Ian from Upper Fort Stewart has a good post about how he doesn’t love the library, and asks how others feel about this venerable institution.

I love the library. It might be my favorite place in the world, in theory if not always in practice. I always feel immediately at home in a library, no matter where I am. I’ve never felt that comfortable in a bookstore.

I have always been a library lover, going back to my earliest days. I lived for those all-too infrequent visits to the Cockeysville Public Library, which used to be below Skateland, then moved to a super-modern, neon bedecked building when I was around 9 or so. I just loved standing in front of the stacks, looking at each book, spine by spine, pulling out those that intrigued me and filling my Montessori tote bag with enough reading excitement to last me for the next few weeks. Back in the olden days, the books had adhesive strips stuck to the back where the librarian stamped the due date. The strips would get built up, then peel off. I could never resist picking the strips off as soon as even one corner got loose.

I also loved the checkout ritual, which I was allowed to do ALL BY MYSELF, thank you very much. Pulling the books out of my bag and stacking them, due date strips facing up and towards the librarian. She stamped them one at a time. Sometimes she’d even let me stamp, if I was lucky. Then each book under the red laser light, swipe the spine on the demagnetizer, then pass them to me on the other side. Back in the Montessori tote bag and I couldn’t wait to get in the car and get home to start reading.

In middle and high school, the library was my safe haven when things got too intense in the cafeteria. I’d head to the back corner behind the stacks and sit and read my heart out. In college, I gravitated to the library, an imposing pillared building with the unfortunate name of Shadek Fackenthal (you can imagine the permutations). I found a spot on the second floor where I could look out over one of the prettiest buildings on campus and watch the trees describe the seasons. I’d read and read and read, anything that struck my fancy.

Grad school and the move to NYC marked the beginning of my library disappointments. The Bobst library became infamous after a series of suicides a few years back. We used to joke that the Escher-esque pattern of floor tiles caused an optical illusion that really made you want to jump. Apparently now there’s plexiglass in place to keep anyone from actually going through with it. Even so, the microfiche room became a sanctuary of sorts, where I could sit and research to my heart’s content.

After leaving grad school I basically stopped using the library. The library near my apartment was small and kind of depressing, but the advent of new internet technology for requesting interlibrary loan books changed all that. The NY Public Library website replaced Amazon as my book shopping site of choice. My office at the time was very near the Mid-Manhattan library, where I discovered that I had a favorite call number: 364.1523. Look it up–but do not judge. My local library now is small, but there are so many books available in the Queens library system that I use interlibrary loan as much as ever.
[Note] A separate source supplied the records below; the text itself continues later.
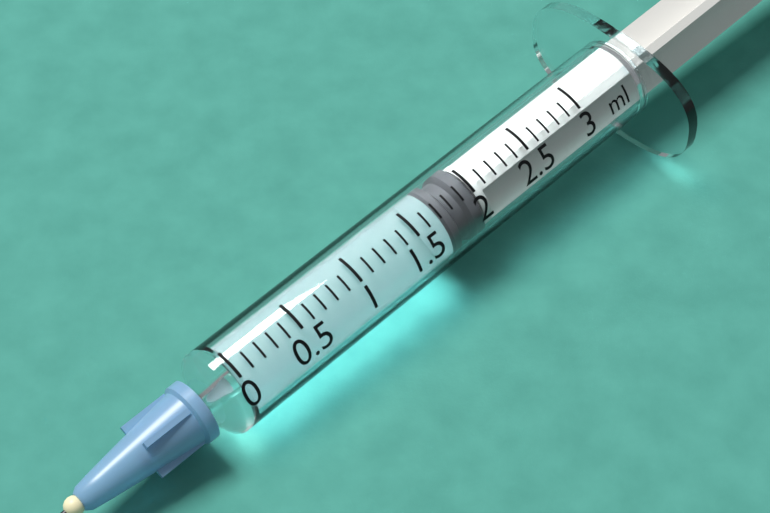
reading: 1.7 ml
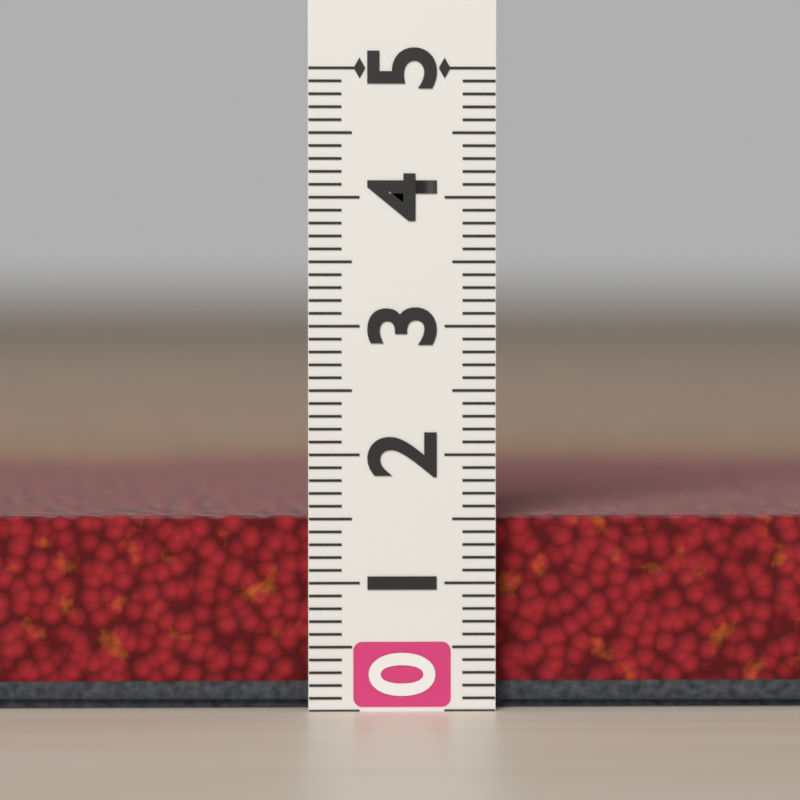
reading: 1.5 (no unit)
They put their new books out on Tuesday afternoon, and I’ve definitely made some good discoveries just browsing that shelf, even though it’s not the widest selection I’ve ever seen.

I was lucky enough to do a research job a few years back that had me spending hours and days at the famous lion-stepped New York Public Library main location at 42nd Street. I’m no career academic, but I loved masquerading as one in the microfiche room and the manuscript collection and under the high ceilings of the big rooms filled with desks.
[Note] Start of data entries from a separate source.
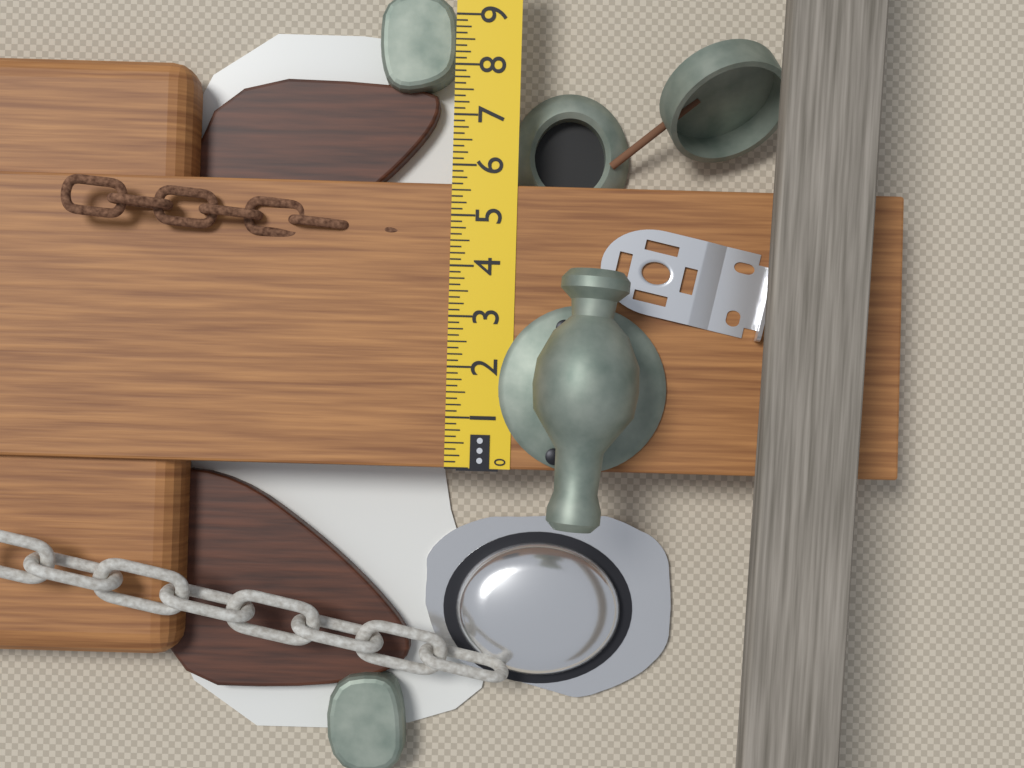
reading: 5.625 in
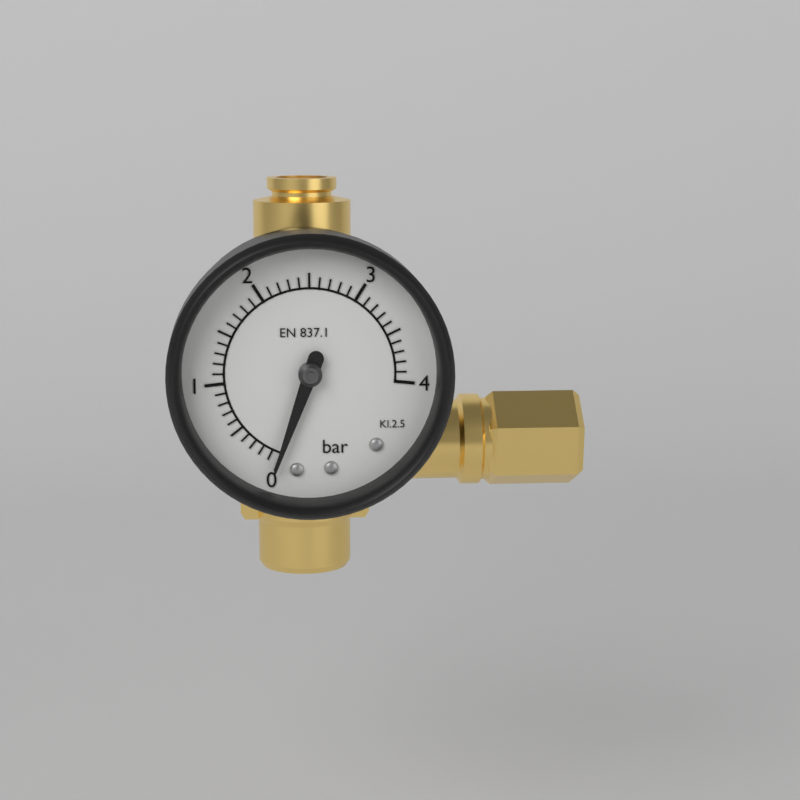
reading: 0.0 bar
I read too much not to love the library. Though BookMooch has kept my to-be-read stack well and truly stuffed. When that runs out, it’ll be back to the library for me.

Today’s work book was a fantastically creepy Gothic tale. Yum!

3 thoughts on “How I Feel About the Library”

  1. I love the library – but I do not use it near as extensively as you do. I think like you there are some libraries where I feel more at home than others – I like the vastness of university libraries, where you can find your ‘spot’ and stay there for hours.

  2. Great post, Annie. While my own experience of the New York Public Library comes solely from Ghostbusters and even though, facts being what they are, I’m a certified library hater, I know enough to be capital-J Jealous.

  3. I too love libraries. So much so, in fact, that I like to visit the local library wherever I visit on holiday. The best public library I’ve found so far was on Orkney Mainland. It was huge with a wonderful selection, but still managed to be cosy and welcoming. Very impressive! I’ve been harbouring dreams of moving to Kirkwall ever since.